One of the sport’s very best fighters in the world is prepared to make a run at becoming a four-division champion.
Unbeaten lineal, WBC and IBF bantamweight king Junto Nakatani has confirmed his intention to soon campaign in the 122lbs division. The three-division titlist and BoxingScene’s No. 7 pound-for-pound entrant has teased the pending move for several weeks but openly admitted that the time has come to add a few more pounds to his 5ft, 8ins frame.
“Am I moving up to the super bantamweight class for my next fight? Yes,” Nakatani confirmed during a recent recording for WOWOW’s Excite Match SP series. “Will I relinquish my bantamweight title? Yes, I think so."
The segment is due to air on August 11, along with a rebroadcast of Nakatani’s stoppage win over Ryosuke Nishida in their June 8 WBC/IBF unification bout in Tokyo, Japan.
Nakatani, 31-0 (24 KOs) has held major titles at flyweight, junior bantamweight and bantamweight. His abovementioned win over Nishida marked his first-ever unification bout in ten fights across the three weights.
It also extended Nakatani’s current five-fight knockout streak. The entirety of the run has taken place at 118lbs, beginning with his sixth-round stoppage of Mexico’s Alexandro Santiago last February 24 in Tokyo.
It has become more apparent that there are not any plans to further unify the bantamweight division, though hardly a surprise. As previously reported by BoxingScene, Nakatani is on a collision course with countryman and undisputed 122lbs champ Naoya Inoue, 30-0 (27 KOs).
Once a dream match, their highly anticipated showdown is targeted for next May.

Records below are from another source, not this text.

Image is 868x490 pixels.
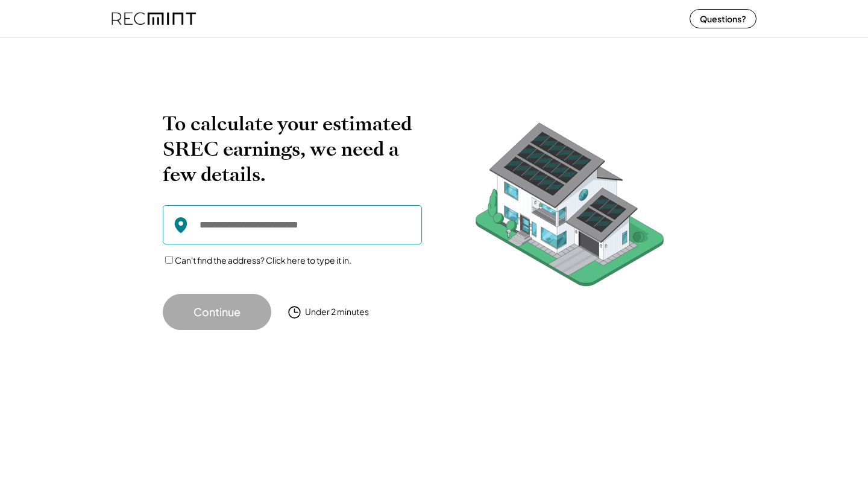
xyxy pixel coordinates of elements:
[305,306,369,318] div: Under 2 minutes
[175,255,351,265] label: Can't find the address? Click here to type it in.
[163,294,271,330] button: Continue
[112,2,196,34] img: recmint-logotype%403x%20%281%29.jpeg
[690,9,756,29] button: Questions?
[163,111,422,187] h2: To calculate your estimated SREC earnings, we need a few details.
[452,111,687,305] img: RecMintArtboard%207.png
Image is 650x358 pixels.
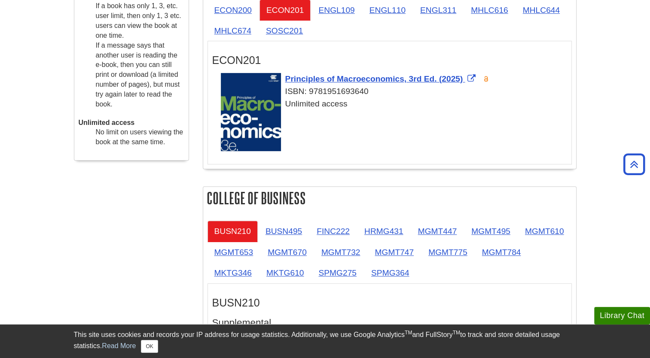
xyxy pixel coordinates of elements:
[208,20,258,41] a: MHLC674
[212,318,567,329] h4: Supplemental
[96,1,184,109] dd: If a book has only 1, 3, etc. user limit, then only 1, 3 etc. users can view the book at one time...
[79,118,184,128] dt: Unlimited access
[102,342,136,350] a: Read More
[411,221,464,242] a: MGMT447
[368,242,421,263] a: MGMT747
[364,263,416,284] a: SPMG364
[74,330,577,353] div: This site uses cookies and records your IP address for usage statistics. Additionally, we use Goo...
[310,221,357,242] a: FINC222
[518,221,571,242] a: MGMT610
[422,242,474,263] a: MGMT775
[212,297,567,309] h3: BUSN210
[208,221,258,242] a: BUSN210
[221,73,281,151] img: Cover Art
[208,242,260,263] a: MGMT653
[259,221,309,242] a: BUSN495
[405,330,412,336] sup: TM
[315,242,367,263] a: MGMT732
[465,221,517,242] a: MGMT495
[475,242,528,263] a: MGMT784
[212,54,567,67] h3: ECON201
[260,263,311,284] a: MKTG610
[621,159,648,170] a: Back to Top
[208,263,259,284] a: MKTG346
[141,340,158,353] button: Close
[259,20,310,41] a: SOSC201
[594,307,650,325] button: Library Chat
[285,74,478,83] a: Link opens in new window
[203,187,576,210] h2: College of Business
[285,74,463,83] span: Principles of Macroeconomics, 3rd Ed. (2025)
[221,98,567,110] div: Unlimited access
[221,86,567,98] div: ISBN: 9781951693640
[483,76,489,83] img: Open Access
[96,128,184,147] dd: No limit on users viewing the book at the same time.
[453,330,460,336] sup: TM
[261,242,314,263] a: MGMT670
[358,221,410,242] a: HRMG431
[312,263,364,284] a: SPMG275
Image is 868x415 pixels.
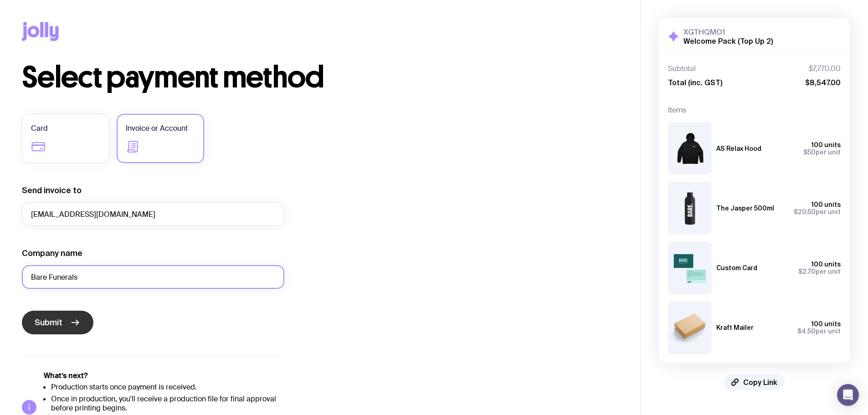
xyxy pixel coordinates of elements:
h3: Custom Card [717,264,757,271]
span: 100 units [811,141,841,148]
span: 100 units [811,260,841,268]
span: Card [31,123,48,134]
span: $50 [803,148,816,156]
label: Company name [22,247,82,258]
span: $7,770.00 [808,64,841,73]
li: Once in production, you'll receive a production file for final approval before printing begins. [51,395,284,412]
span: Total (inc. GST) [668,78,722,87]
button: Copy Link [724,374,785,390]
span: per unit [803,148,841,156]
h4: Items [668,105,841,115]
span: per unit [798,268,841,275]
span: 100 units [811,201,841,208]
span: Submit [35,317,62,328]
label: Send invoice to [22,185,82,196]
div: Open Intercom Messenger [837,384,859,406]
li: Production starts once payment is received. [51,383,284,392]
span: $2.70 [798,268,816,275]
h5: What’s next? [44,371,284,380]
span: $20.50 [794,208,816,215]
h1: Select payment method [22,63,619,92]
span: Subtotal [668,64,696,73]
span: Copy Link [743,377,777,387]
span: $8,547.00 [805,78,841,87]
h3: XGTHQMO1 [684,27,773,37]
button: Submit [22,311,93,334]
h3: The Jasper 500ml [717,204,775,212]
span: per unit [797,327,841,334]
span: Invoice or Account [126,123,188,134]
h3: Kraft Mailer [717,323,753,331]
span: 100 units [811,320,841,327]
h3: AS Relax Hood [717,145,762,152]
input: Your company name [22,265,284,289]
span: per unit [794,208,841,215]
h2: Welcome Pack (Top Up 2) [684,37,773,46]
span: $4.50 [797,327,816,334]
input: accounts@company.com [22,202,284,226]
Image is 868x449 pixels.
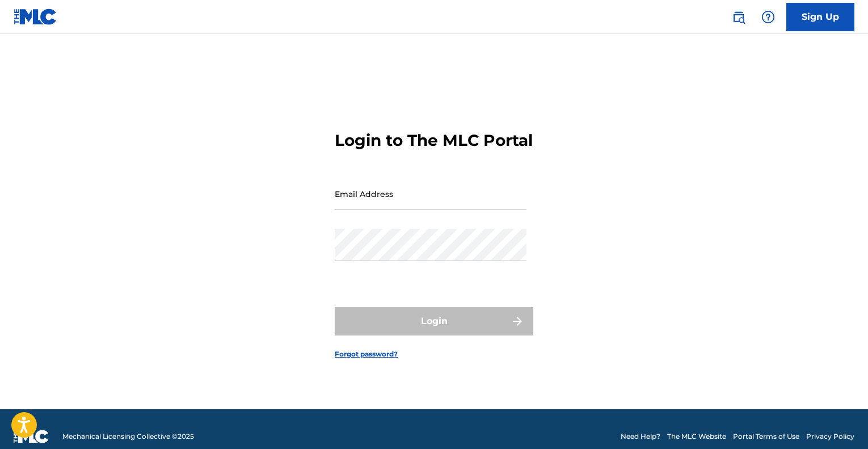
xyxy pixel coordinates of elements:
[733,431,800,441] a: Portal Terms of Use
[335,349,398,360] a: Forgot password?
[335,131,533,150] h3: Login to The MLC Portal
[621,431,660,441] a: Need Help?
[14,8,57,25] img: MLC Logo
[757,6,780,29] div: Help
[762,11,775,24] img: help
[14,429,49,443] img: logo
[62,431,194,441] span: Mechanical Licensing Collective © 2025
[667,431,727,441] a: The MLC Website
[806,431,854,441] a: Privacy Policy
[732,11,745,24] img: search
[787,3,854,31] a: Sign Up
[727,6,750,29] a: Public Search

Inoue will first defend his undisputed crown against former unified 122lbs titlist Murodjon Akhmadaliev, 14-1 (11 KOs) on September 14 in Nagoya, Japan. With a win, Inoue is then rumored to face Mexico’s Alan David Picasso, 32-0-1 (17 KOs) in late December.
For now, Nakatani will acclimate to the junior featherweight division. His debut at the weight is expected to take place later this fall. The occasion will mark his first non-title fight since November 2022 when he moved up to 115lbs from flyweight, when Nakatani went ten rounds in a unanimous decision win over Mexico’s Francisco Rodriguez.
“Building my physique will be important,” said Nakatani, who trains out of head coach Rudy Hernandez’s L.A. Boxing Gym in downtown Los Angeles. “After that, it's all about feeling it, and how it feels when I move up in weight. It's a process of applying that to boxing.”